The Video Mesh: A Data Structure for Image-based Three-dimensional Video Editing

Jiawen Chen1 Sylvain Paris2 Jue Wang2 Wojciech Matusik1 Michael Cohen3 Frédo Durand1

1MIT CSAIL 2Adobe Systems, Inc. 3Microsoft Research

Teaser

The video mesh data structure represents the structural information in an input video as a set of deforming texture mapped triangles augmented with mattes. The mesh has a topology that resembles a "paper cutout." This representation enables a number of special effects applications such as depth of field manipulation, object insertion, and change of 3D viewpoint.

Paper: PDF (ICCP 2011)
Supplemental material: PDF
Video (high bitrate): MP4 (67MB, 640x480p24, contains audio)
Video (low bitrate): MP4 (29MB, 640x480p24, contains audio)
Anaglyphic (red/cyan) results: AVI (Lagarith lossless codec, 246 MB, 640x480p24, no audio)
Stills of anaglyphic results: PNGs (best viewed full screen on a 24" (61 cm) monitor at a distance of 30" (76 cm)
Slides from ICCP 2010: PPTX (PowerPoint 2010, WMV videos embedded, 81 MB)

Abstract

This paper introduces the video mesh, a data structure for representing video as 2.5D "paper cutouts." The video mesh allows interactive editing of moving objects and modeling of depth, which enables 3D effects and post-exposure camera control. The video mesh sparsely encodes optical flow as well as depth, and handles occlusion using local layering and alpha mattes. Motion is described by a sparse set of points tracked over time. Each point also stores a depth value. The video mesh is a triangulation over this point set and per-pixel information is obtained by interpolation.
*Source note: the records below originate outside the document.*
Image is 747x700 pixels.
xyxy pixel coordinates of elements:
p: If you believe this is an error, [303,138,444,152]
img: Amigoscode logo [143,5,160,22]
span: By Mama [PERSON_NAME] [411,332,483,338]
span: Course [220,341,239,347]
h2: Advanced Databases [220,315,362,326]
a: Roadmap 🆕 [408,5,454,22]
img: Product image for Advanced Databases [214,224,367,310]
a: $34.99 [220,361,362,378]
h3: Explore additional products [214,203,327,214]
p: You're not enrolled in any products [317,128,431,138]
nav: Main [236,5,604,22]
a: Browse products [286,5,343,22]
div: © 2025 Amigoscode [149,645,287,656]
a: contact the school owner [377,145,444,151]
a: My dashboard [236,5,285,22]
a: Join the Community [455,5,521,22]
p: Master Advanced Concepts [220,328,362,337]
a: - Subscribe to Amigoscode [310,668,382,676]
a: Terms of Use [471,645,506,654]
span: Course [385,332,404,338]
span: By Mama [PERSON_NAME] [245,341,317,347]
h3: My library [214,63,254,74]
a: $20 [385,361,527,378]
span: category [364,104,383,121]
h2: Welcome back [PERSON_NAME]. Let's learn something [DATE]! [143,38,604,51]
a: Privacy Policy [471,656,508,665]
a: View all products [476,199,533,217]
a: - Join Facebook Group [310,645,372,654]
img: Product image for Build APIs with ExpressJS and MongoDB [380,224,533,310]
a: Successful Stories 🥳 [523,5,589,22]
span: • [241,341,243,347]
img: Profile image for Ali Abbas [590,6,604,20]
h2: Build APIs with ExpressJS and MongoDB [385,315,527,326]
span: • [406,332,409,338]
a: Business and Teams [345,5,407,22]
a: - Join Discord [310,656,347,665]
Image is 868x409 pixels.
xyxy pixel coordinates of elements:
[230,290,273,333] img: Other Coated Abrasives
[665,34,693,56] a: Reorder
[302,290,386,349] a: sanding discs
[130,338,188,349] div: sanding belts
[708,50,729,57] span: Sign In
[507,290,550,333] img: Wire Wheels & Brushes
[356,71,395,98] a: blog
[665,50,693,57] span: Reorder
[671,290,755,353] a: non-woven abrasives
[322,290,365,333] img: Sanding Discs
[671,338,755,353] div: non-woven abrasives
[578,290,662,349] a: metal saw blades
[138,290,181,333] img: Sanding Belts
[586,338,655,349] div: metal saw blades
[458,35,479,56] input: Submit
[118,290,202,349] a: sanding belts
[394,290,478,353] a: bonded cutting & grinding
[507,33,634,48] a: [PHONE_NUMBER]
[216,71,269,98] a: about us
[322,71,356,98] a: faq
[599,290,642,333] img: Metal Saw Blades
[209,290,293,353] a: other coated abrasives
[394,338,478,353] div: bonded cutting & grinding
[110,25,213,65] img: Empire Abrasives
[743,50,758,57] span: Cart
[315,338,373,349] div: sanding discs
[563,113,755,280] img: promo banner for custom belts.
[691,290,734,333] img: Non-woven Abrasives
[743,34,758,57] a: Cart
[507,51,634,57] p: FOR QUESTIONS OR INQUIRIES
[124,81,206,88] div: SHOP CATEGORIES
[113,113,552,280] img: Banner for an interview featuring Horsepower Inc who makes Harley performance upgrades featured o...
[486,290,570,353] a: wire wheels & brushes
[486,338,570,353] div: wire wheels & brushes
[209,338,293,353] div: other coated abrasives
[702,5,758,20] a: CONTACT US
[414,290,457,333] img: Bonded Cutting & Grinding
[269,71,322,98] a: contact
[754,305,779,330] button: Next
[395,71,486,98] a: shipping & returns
The user rotoscopes occluding contours and we introduce an algorithm to cut the video mesh along them. Object boundaries are refined with per-pixel alpha values. The video mesh is at its core a set of texture mapped triangles, we leverage graphics hardware to enable interactive editing and rendering of a variety of effects. We demonstrate the effectiveness of our representation with special effects such as 3D viewpoint changes, object insertion, depth-offield manipulation, and 2D to 3D video conversion.